Q: Tell me more about some of the misconceptions people have about sales.

  • For me, what seems to be the biggest determiner of success in sales is really mental fortitude and your attitude like being able to take rejection. I think a lot of it you can train in a person. But in my opinion, there is also a disposition that certain people have, and if you can handle being told no all the time, at least train through a lot of hard work to be able to handle rejection, to be able to say, yeah, today was a horrible day. Depending on what you are doing in sales, you could get hung up on or the door slammed in your face or perhaps encounter more polite prospects. You’re constantly getting rejected. So being able to keep a really strong sense of self and keep your self-esteem high, maintaining your humility and not getting caught up in the competition like who is the best.
  • I am more about personal growth and that is really important as you aren’t going to succeed without that and that is something many people don’t realize.
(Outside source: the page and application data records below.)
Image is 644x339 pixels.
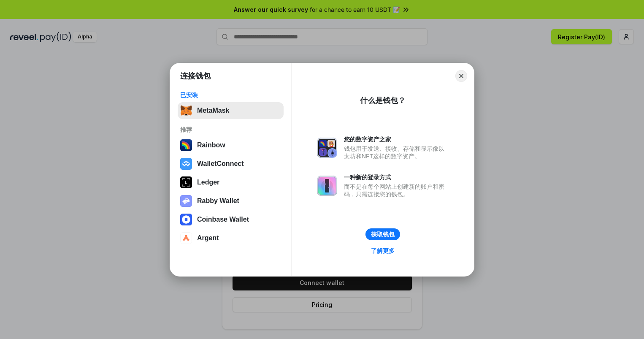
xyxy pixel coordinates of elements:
div: 而不是在每个网站上创建新的账户和密码，只需连接您的钱包。 [344,183,449,198]
button: Rabby Wallet [178,192,284,210]
a: 了解更多 [366,245,400,256]
div: 什么是钱包？ [360,95,406,105]
div: Rainbow [197,142,225,149]
h1: 连接钱包 [180,71,211,81]
div: 推荐 [180,126,281,133]
img: svg+xml,%3Csvg%20width%3D%22120%22%20height%3D%22120%22%20viewBox%3D%220%200%20120%20120%22%20fil... [180,139,192,151]
div: 钱包用于发送、接收、存储和显示像以太坊和NFT这样的数字资产。 [344,145,449,160]
img: svg+xml,%3Csvg%20xmlns%3D%22http%3A%2F%2Fwww.w3.org%2F2000%2Fsvg%22%20fill%3D%22none%22%20viewBox... [180,195,192,207]
div: Ledger [197,179,220,186]
div: Coinbase Wallet [197,216,249,223]
div: 已安装 [180,91,281,99]
div: Rabby Wallet [197,197,240,205]
button: MetaMask [178,102,284,119]
img: svg+xml,%3Csvg%20width%3D%2228%22%20height%3D%2228%22%20viewBox%3D%220%200%2028%2028%22%20fill%3D... [180,232,192,244]
img: svg+xml,%3Csvg%20width%3D%2228%22%20height%3D%2228%22%20viewBox%3D%220%200%2028%2028%22%20fill%3D... [180,158,192,170]
button: Rainbow [178,137,284,154]
div: MetaMask [197,107,229,114]
img: svg+xml,%3Csvg%20xmlns%3D%22http%3A%2F%2Fwww.w3.org%2F2000%2Fsvg%22%20fill%3D%22none%22%20viewBox... [317,176,337,196]
div: 获取钱包 [371,231,395,238]
img: svg+xml,%3Csvg%20fill%3D%22none%22%20height%3D%2233%22%20viewBox%3D%220%200%2035%2033%22%20width%... [180,105,192,117]
img: svg+xml,%3Csvg%20xmlns%3D%22http%3A%2F%2Fwww.w3.org%2F2000%2Fsvg%22%20fill%3D%22none%22%20viewBox... [317,138,337,158]
button: Coinbase Wallet [178,211,284,228]
div: Argent [197,234,219,242]
button: WalletConnect [178,155,284,172]
button: Argent [178,230,284,247]
button: Ledger [178,174,284,191]
div: 您的数字资产之家 [344,136,449,143]
button: 获取钱包 [366,229,400,241]
div: 了解更多 [371,247,395,255]
img: svg+xml,%3Csvg%20width%3D%2228%22%20height%3D%2228%22%20viewBox%3D%220%200%2028%2028%22%20fill%3D... [180,214,192,226]
div: 一种新的登录方式 [344,173,449,181]
img: svg+xml,%3Csvg%20xmlns%3D%22http%3A%2F%2Fwww.w3.org%2F2000%2Fsvg%22%20width%3D%2228%22%20height%3... [180,177,192,188]
div: WalletConnect [197,160,244,168]
button: Close [456,70,467,82]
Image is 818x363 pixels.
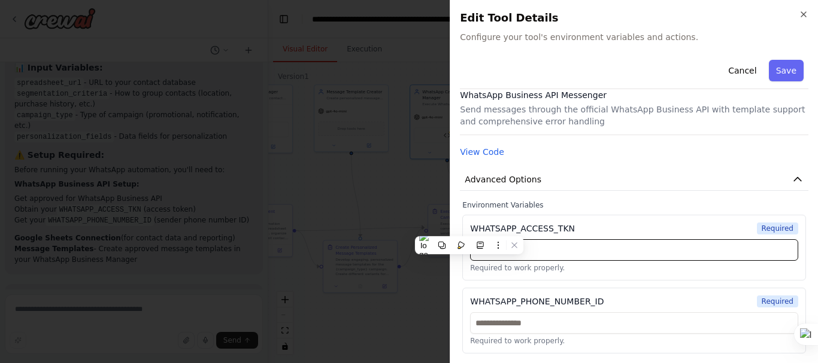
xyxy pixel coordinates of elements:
[460,89,808,101] h3: WhatsApp Business API Messenger
[460,10,808,26] h2: Edit Tool Details
[470,263,798,273] p: Required to work properly.
[465,174,541,186] span: Advanced Options
[470,336,798,346] p: Required to work properly.
[769,60,803,81] button: Save
[757,296,798,308] span: Required
[470,223,575,235] div: WHATSAPP_ACCESS_TKN
[470,296,603,308] div: WHATSAPP_PHONE_NUMBER_ID
[721,60,763,81] button: Cancel
[460,146,504,158] button: View Code
[460,31,808,43] span: Configure your tool's environment variables and actions.
[460,169,808,191] button: Advanced Options
[460,104,808,128] p: Send messages through the official WhatsApp Business API with template support and comprehensive ...
[462,201,806,210] label: Environment Variables
[757,223,798,235] span: Required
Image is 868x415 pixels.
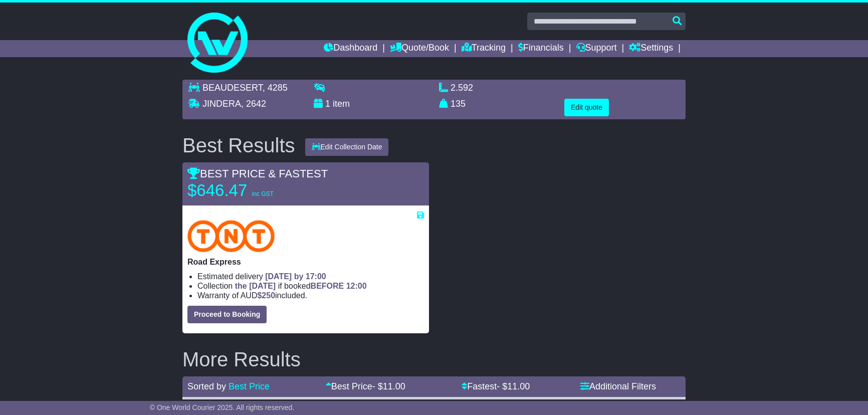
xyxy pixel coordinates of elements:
span: - $ [497,381,530,391]
span: 11.00 [383,381,406,391]
li: Estimated delivery [198,272,424,281]
span: BEFORE [311,282,345,290]
a: Quote/Book [390,40,449,57]
button: Proceed to Booking [187,306,267,323]
span: if booked [235,282,367,290]
span: Sorted by [187,381,226,391]
span: 12:00 [346,282,367,290]
div: Best Results [177,134,300,157]
span: - $ [372,381,406,391]
a: Best Price- $11.00 [326,381,406,391]
a: Settings [629,40,673,57]
span: , 2642 [241,98,266,109]
a: Additional Filters [580,381,656,391]
img: TNT Domestic: Road Express [187,220,275,252]
button: Edit Collection Date [305,138,389,156]
span: [DATE] by 17:00 [265,272,326,281]
button: Edit quote [564,98,609,116]
span: 135 [451,98,465,109]
p: Road Express [187,257,424,266]
li: Collection [198,281,424,290]
a: Financials [518,40,564,57]
span: 11.00 [507,381,530,391]
a: Fastest- $11.00 [461,381,530,391]
span: , 4285 [263,83,288,93]
li: Warranty of AUD included. [198,290,424,300]
span: inc GST [252,190,273,198]
p: $646.47 [187,180,313,200]
span: JINDERA [202,98,241,109]
span: 1 [325,98,330,109]
span: © One World Courier 2025. All rights reserved. [150,403,294,411]
a: Dashboard [324,40,378,57]
h2: More Results [182,348,686,370]
span: BEAUDESERT [202,83,263,93]
a: Support [576,40,617,57]
span: $ [257,291,275,299]
span: BEST PRICE & FASTEST [187,167,327,180]
a: Best Price [228,381,269,391]
span: 2.592 [451,83,473,93]
span: 250 [261,291,275,299]
span: item [333,98,350,109]
a: Tracking [461,40,506,57]
span: the [DATE] [235,282,276,290]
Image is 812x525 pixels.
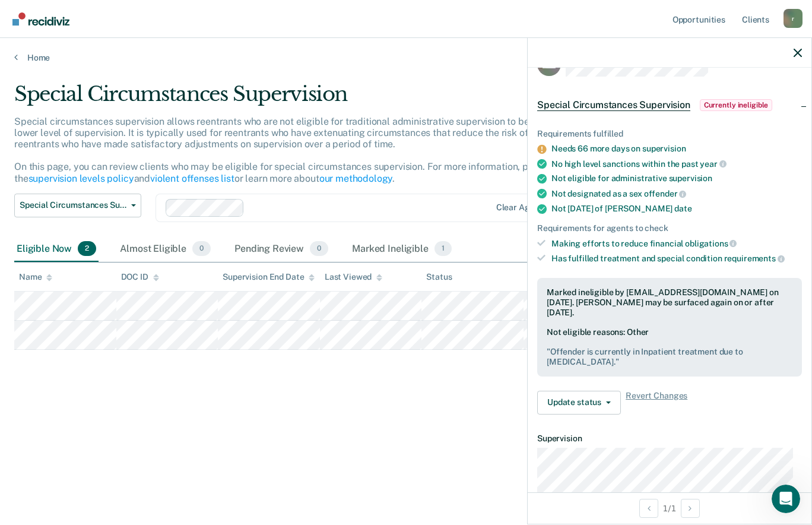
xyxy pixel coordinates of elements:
[551,188,802,199] div: Not designated as a sex
[538,99,691,111] span: Special Circumstances Supervision
[551,204,802,213] div: Not [DATE] of [PERSON_NAME]
[783,9,803,28] button: Profile dropdown button
[783,9,803,28] div: r
[669,174,713,183] span: supervision
[681,498,700,518] button: Next Opportunity
[29,173,134,184] a: supervision levels policy
[528,492,811,524] div: 1 / 1
[350,236,454,262] div: Marked Ineligible
[121,272,159,282] div: DOC ID
[14,116,597,184] p: Special circumstances supervision allows reentrants who are not eligible for traditional administ...
[20,200,127,210] span: Special Circumstances Supervision
[14,52,798,63] a: Home
[551,253,802,264] div: Has fulfilled treatment and special condition
[192,241,211,257] span: 0
[538,223,802,233] div: Requirements for agents to check
[13,13,70,26] img: Recidiviz
[644,189,687,198] span: offender
[310,241,328,257] span: 0
[528,86,811,124] div: Special Circumstances SupervisionCurrently ineligible
[772,485,800,513] iframe: Intercom live chat
[551,238,802,249] div: Making efforts to reduce financial
[551,174,802,184] div: Not eligible for administrative
[547,327,793,367] div: Not eligible reasons: Other
[496,202,547,213] div: Clear agents
[700,99,773,111] span: Currently ineligible
[547,287,793,317] div: Marked ineligible by [EMAIL_ADDRESS][DOMAIN_NAME] on [DATE]. [PERSON_NAME] may be surfaced again ...
[551,144,802,154] div: Needs 66 more days on supervision
[435,241,452,257] span: 1
[14,82,623,116] div: Special Circumstances Supervision
[117,236,213,262] div: Almost Eligible
[640,498,658,518] button: Previous Opportunity
[319,173,393,184] a: our methodology
[674,204,691,213] span: date
[14,236,99,262] div: Eligible Now
[538,129,802,139] div: Requirements fulfilled
[551,158,802,169] div: No high level sanctions within the past
[150,173,235,184] a: violent offenses list
[725,253,785,263] span: requirements
[538,434,802,443] dt: Supervision
[223,272,315,282] div: Supervision End Date
[325,272,382,282] div: Last Viewed
[232,236,331,262] div: Pending Review
[538,390,621,414] button: Update status
[19,272,52,282] div: Name
[626,390,687,414] span: Revert Changes
[426,272,452,282] div: Status
[700,159,726,168] span: year
[547,347,793,367] pre: " Offender is currently in Inpatient treatment due to [MEDICAL_DATA]. "
[78,241,96,257] span: 2
[685,239,737,248] span: obligations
Q: So all these experiences you have had and gone through, these different roles, they have really helped you in a variety of ways. You have been able to get a diversity of skills. You have been able to learn about your strengths and find out what are your key strengths and you have discovered some of the things you are passionate about in life. All in all, I feel like you have gone through this path has been crucial for you to truly find out what it is you are called to now. I would love for you to speak about the role you are playing now, and what you are most excited about, both now and in the future.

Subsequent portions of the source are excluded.